Pruning shears, also called hand pruners (in American English), or secateurs, are a type of scissors for use on plants. They are strong enough to prune hard branches of trees and shrubs, sometimes up to two centimetres thick. They are used in gardening, arboriculture, farming, flower arranging, and nature conservation, where fine-scale habitat management is required.
Loppers are a larger, two-handed, long-handled version for branches thicker than pruning shears can cut.
Cutting plants as part of gardening dates to antiquity in both Europe and East Asian topiary, with specialized scissors used for Chinese penjing and its offshoots – Japanese bonsai and Vietnamese Hòn Non Bộ – for over a thousand years.
In modern Europe, scissors only used for gardening work have existed since 1819, when the French aristocrat Antoine Francois Bertrand de Molleville was listed in "Bon Jardinier", as the first inventor of secateurs. During the late 1890s, secateurs were sold all over Europe and the US. Nowadays every pro- and semiprofessional gardener, vintner and fruit farmer uses secateurs.
There are three different blade designs for pruning shears: anvil, bypass and parrot-beak.
Anvil pruners have only one blade, which closes onto a flat surface; unlike bypass blades it can be sharpened from both sides and remains reliable when slightly blunt. Anvil pruners are useful for cutting thick branches; one can bite into the stem from one direction, swing the handle around and bite further through narrowed wood from another direction. The anvil is made of a material softer than the blade, so that the blade is not damaged when it meets the anvil. Suitable materials for the anvil are plastic, aluminum, zinc, brass, or bronze alloys. The blades are made from hardened carbon or chromium steels. The hardness of the blades is generally between 54 and 58 HRC. On an anvil pruner, proper cutting is assured even if the blade swerves slightly to the left or right during cutting. As long as the blade meets the anvil at the end of the cut and fits tightly against it, the material is separated. For this reason, the blades of anvil pruners can be ground thinner than those on bypass pruners. The LÖWE principle – a drawing cut made against a fixed support – combines a drawing cut with a pushing cut. This is possible because the blade lever and base lever are connected by an eccentric bearing. When the pruners are open, the blade is longer than the anvil thanks to the eccentric bearing. When the pruners close, the blade draws back slightly while it pushes through the material. This reduces the cutting force needed to make a cut still further.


* Task details *
Work out how many lines in the data below include "elements", then reply with that number only.

******************************

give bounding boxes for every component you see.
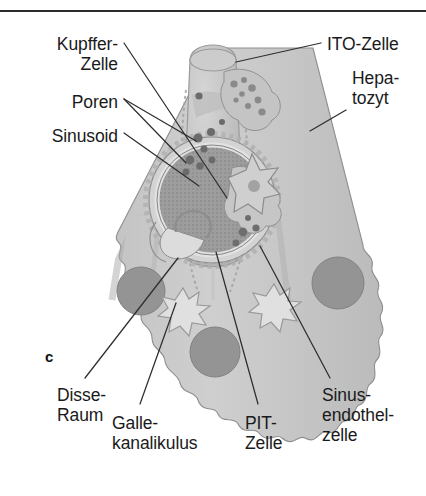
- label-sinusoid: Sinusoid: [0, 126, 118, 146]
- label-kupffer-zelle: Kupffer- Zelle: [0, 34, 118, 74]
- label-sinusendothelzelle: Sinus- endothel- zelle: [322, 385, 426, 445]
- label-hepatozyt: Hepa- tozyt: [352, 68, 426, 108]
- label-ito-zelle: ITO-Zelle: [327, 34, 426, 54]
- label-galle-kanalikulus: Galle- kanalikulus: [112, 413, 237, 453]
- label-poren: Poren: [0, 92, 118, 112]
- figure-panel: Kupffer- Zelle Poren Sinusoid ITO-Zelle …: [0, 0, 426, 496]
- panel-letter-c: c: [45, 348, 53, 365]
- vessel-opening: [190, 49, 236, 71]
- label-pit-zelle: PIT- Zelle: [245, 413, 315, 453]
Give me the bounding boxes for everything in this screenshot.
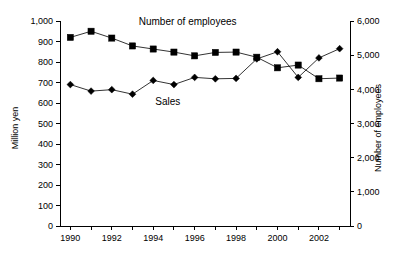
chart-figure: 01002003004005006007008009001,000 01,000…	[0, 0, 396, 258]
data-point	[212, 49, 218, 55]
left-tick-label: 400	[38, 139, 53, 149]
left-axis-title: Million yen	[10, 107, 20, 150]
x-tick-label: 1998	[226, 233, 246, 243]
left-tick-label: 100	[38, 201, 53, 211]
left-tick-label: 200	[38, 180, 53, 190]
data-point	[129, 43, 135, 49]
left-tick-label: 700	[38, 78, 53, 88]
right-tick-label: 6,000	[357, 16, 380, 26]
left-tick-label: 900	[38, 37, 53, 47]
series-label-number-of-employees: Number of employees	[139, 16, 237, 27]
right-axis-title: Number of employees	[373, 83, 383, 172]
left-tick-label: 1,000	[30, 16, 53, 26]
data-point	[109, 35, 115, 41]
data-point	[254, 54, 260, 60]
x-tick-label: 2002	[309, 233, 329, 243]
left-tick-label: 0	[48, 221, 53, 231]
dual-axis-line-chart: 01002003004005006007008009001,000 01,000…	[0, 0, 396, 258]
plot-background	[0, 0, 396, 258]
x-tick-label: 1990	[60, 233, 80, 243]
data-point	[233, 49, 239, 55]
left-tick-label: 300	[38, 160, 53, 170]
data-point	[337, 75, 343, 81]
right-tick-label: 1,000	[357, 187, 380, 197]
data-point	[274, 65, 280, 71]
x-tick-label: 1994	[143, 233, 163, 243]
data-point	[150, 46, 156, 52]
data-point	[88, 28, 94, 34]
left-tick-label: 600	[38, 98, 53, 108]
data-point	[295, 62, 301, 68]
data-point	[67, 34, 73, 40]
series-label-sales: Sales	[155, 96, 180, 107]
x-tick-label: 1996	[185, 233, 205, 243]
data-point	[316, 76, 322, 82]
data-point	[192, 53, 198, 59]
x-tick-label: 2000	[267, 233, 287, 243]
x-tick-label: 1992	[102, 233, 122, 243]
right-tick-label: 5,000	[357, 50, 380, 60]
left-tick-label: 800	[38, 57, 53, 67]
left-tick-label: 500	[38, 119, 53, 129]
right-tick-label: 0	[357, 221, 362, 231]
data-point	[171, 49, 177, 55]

******************************

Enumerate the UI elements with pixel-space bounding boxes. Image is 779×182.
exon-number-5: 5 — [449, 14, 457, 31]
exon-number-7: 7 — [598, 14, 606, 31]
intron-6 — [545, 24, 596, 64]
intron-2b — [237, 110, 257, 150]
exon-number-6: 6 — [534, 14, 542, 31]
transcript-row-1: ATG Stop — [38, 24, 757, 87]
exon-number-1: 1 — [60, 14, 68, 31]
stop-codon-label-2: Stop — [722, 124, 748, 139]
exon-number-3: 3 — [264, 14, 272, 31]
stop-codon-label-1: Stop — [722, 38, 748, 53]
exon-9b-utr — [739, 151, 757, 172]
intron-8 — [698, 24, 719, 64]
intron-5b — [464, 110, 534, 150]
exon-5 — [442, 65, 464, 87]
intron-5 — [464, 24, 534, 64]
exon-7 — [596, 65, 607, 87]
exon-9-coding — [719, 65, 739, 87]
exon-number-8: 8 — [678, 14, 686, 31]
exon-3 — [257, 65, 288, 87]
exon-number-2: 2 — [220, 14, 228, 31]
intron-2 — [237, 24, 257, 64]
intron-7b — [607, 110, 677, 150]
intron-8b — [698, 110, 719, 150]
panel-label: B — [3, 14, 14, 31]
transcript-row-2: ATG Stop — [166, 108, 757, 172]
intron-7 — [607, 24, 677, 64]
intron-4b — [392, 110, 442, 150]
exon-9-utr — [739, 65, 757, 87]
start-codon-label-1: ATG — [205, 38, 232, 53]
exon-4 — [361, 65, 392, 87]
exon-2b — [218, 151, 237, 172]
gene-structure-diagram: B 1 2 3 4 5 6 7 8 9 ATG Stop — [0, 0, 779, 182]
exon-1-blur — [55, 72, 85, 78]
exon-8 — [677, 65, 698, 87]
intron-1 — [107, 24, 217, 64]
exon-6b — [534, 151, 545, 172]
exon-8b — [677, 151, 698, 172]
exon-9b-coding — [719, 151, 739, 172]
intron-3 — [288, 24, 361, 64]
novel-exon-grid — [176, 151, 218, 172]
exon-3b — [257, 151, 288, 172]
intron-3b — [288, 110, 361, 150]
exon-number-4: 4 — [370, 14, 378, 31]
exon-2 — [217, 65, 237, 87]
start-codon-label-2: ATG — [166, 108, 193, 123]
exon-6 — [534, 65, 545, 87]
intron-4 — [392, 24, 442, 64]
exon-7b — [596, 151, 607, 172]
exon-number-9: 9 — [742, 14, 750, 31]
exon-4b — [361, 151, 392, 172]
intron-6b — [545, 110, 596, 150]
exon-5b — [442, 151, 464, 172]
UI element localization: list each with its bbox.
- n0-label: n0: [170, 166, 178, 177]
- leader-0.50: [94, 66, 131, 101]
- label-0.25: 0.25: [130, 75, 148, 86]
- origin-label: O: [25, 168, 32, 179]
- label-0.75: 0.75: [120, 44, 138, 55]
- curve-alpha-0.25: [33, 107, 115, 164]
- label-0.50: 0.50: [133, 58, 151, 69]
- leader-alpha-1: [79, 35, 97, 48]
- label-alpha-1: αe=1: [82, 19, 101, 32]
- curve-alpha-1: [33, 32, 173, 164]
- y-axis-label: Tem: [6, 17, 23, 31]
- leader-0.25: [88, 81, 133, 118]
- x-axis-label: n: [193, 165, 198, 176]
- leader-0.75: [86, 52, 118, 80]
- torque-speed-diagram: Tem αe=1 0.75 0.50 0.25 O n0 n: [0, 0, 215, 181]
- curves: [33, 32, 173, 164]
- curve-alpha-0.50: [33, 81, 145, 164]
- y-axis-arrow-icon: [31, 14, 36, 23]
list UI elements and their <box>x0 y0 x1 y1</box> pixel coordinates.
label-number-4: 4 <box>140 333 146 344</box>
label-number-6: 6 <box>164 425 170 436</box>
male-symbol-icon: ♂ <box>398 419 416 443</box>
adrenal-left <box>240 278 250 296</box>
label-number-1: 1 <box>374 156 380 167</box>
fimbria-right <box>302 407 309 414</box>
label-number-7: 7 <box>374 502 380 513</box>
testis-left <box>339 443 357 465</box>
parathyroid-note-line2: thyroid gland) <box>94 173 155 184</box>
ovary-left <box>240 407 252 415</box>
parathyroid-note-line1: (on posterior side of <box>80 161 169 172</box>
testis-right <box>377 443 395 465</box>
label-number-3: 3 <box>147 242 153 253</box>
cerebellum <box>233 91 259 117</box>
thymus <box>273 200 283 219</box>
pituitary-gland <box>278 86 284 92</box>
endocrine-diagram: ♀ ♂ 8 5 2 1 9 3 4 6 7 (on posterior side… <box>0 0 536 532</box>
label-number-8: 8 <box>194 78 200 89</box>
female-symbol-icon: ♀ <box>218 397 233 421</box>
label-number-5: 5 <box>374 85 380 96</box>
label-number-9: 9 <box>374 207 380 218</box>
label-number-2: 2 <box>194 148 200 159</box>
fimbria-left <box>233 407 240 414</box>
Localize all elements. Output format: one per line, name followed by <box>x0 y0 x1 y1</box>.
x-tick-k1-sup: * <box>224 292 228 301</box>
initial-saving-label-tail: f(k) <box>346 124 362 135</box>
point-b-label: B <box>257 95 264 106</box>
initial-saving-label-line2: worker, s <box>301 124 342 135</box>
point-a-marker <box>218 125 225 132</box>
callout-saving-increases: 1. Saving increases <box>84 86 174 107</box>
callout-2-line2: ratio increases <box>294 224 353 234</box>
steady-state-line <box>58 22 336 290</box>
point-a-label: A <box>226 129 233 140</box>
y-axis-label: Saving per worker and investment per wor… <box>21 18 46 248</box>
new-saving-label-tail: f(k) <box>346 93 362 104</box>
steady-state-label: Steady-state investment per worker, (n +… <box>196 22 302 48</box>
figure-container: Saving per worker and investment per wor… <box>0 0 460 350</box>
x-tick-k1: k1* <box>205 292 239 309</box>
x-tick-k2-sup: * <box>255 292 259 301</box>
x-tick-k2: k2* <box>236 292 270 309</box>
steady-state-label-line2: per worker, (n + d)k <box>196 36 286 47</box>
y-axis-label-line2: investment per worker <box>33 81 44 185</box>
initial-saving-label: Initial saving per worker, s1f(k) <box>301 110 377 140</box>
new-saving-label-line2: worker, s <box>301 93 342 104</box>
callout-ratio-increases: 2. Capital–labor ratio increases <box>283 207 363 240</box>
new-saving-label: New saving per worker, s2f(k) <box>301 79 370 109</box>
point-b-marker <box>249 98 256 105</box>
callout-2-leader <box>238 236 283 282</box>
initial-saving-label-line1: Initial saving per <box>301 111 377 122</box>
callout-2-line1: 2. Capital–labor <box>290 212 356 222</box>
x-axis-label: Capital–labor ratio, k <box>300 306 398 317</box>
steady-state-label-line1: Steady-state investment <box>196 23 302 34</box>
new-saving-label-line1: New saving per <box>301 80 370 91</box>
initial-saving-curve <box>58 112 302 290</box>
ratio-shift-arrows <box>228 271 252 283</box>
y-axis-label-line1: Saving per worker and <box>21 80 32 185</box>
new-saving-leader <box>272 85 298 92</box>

******************************

* Task result *
3